Christie Cleek ~ Cannibal


Christie Cleek (or -Cleek or of-the-Cleek), is a legendary Scottish cannibal, somewhat in the vein of the better-known Sawney Bean. According to folklore, his real name was Andrew Christie, a Perth butcher. During a severe famine in the mid-fourteenth century (Hector Boece records floods, morrain and plagues of ‘myce and ratonis’ throughout Scotland in 1340), Christie joined a group of scavengers in the foothills of the Grampians. When one of the party died of starvation, Christie put his skills to work on the corpse, and provided his companions with a ready meal. The group obviously developed a taste for human flesh as, under Christie’s leadership, they began to ambush travellers on the passes of the Grampians, feeding on their bodies and those of their horses. It is alleged that before attacking, Christie would haul his victims from their mounts with a hook on a rod: this implement was the ‘cleke’ (i.e., ‘crook’) from which he took his soubriquet. Thirty riders apparently died at Christie’s hands. Eventually the company were defeated by an armed force from Perth, except for Christie himself, who supposedly escaped and re-entered society under a new name. The earliest versions of this narrative are much less detailed, recording only Christie’s cannibalism and his methods of trapping prey. No mention is made of his accomplices or eventual fate.

Cheviot’s Proverbs (1896) mentions some folklore about the character:

“They resorted to cannibalism at the instigation of their leader, Andrew Christie, a Perth butcher. This monster lay in wait for passing horsemen, and dragged them from the saddle with a large iron hook fixed to a long pole, hence his nickname. It is said Christiecleek died many years after, a married man and prosperous merchant in Dumfries. For centuries the mere mention of the word Christiecleek was sufficient to silence the noisiest child.”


What this task involves: Wherever a line in the data holds the word "solid", pull that line out.

Figure record listings:
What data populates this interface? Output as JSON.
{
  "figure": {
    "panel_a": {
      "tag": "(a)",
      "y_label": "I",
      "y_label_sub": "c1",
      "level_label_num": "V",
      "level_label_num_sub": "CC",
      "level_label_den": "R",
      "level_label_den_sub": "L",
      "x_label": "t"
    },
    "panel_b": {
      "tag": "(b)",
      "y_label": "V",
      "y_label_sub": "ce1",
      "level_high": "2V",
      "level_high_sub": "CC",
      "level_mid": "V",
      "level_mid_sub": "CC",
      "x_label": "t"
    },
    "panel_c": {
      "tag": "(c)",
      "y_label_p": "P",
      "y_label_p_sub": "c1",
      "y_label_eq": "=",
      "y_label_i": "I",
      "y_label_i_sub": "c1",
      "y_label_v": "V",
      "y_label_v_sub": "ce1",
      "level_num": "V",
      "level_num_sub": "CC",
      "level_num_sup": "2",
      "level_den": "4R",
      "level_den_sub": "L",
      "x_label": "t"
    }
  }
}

==

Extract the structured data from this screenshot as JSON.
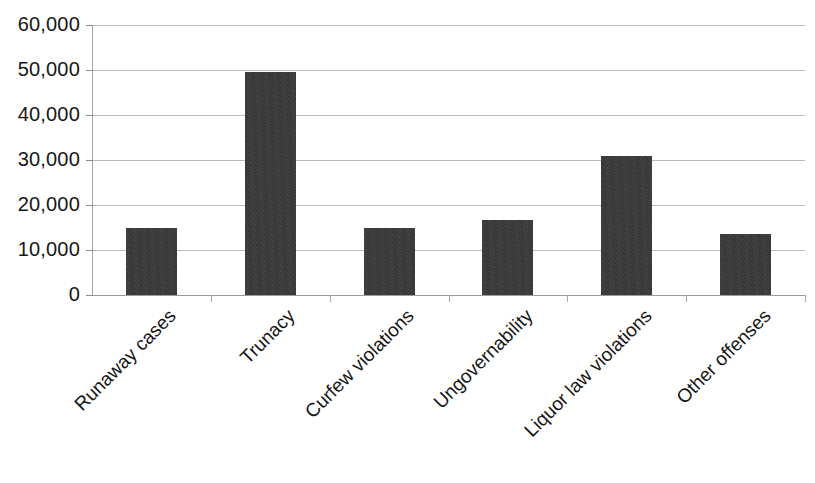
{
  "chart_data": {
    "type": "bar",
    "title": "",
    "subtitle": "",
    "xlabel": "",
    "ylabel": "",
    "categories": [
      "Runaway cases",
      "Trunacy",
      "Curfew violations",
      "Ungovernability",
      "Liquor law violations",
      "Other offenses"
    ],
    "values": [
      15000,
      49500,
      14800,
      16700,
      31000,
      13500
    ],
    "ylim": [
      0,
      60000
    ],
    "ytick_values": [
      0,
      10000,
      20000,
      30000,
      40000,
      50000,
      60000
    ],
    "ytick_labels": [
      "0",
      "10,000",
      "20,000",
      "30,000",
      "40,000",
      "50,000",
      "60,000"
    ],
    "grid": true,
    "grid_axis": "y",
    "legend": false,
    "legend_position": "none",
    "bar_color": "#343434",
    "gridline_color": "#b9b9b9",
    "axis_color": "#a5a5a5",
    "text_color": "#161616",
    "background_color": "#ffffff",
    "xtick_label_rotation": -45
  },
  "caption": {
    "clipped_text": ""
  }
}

==

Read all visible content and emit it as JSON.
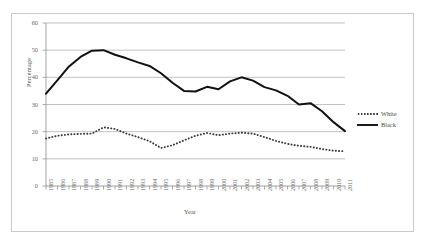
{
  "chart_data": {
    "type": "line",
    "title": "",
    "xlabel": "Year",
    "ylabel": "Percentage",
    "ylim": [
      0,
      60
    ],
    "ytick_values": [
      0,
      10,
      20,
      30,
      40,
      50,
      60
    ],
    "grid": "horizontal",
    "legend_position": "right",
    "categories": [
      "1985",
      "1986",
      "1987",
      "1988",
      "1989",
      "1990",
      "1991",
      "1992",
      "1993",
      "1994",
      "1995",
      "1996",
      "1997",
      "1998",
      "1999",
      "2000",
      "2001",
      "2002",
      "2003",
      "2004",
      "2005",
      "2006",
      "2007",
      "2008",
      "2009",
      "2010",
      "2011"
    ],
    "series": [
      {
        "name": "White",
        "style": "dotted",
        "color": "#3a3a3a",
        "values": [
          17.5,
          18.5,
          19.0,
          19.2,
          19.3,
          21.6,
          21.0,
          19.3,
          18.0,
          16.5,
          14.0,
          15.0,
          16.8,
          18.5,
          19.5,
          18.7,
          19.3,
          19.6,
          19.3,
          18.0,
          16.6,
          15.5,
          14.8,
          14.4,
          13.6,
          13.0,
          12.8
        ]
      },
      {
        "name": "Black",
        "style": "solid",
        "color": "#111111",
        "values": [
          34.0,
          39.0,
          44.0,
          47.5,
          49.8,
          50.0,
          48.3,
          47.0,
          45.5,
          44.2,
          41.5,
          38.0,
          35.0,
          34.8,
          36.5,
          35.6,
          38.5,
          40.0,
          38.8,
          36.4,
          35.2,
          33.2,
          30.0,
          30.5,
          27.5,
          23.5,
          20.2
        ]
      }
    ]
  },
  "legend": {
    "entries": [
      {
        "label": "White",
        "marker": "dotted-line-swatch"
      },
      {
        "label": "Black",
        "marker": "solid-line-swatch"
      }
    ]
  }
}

Exercise result:
        "style": "solid",
        "marker": "solid-line-swatch"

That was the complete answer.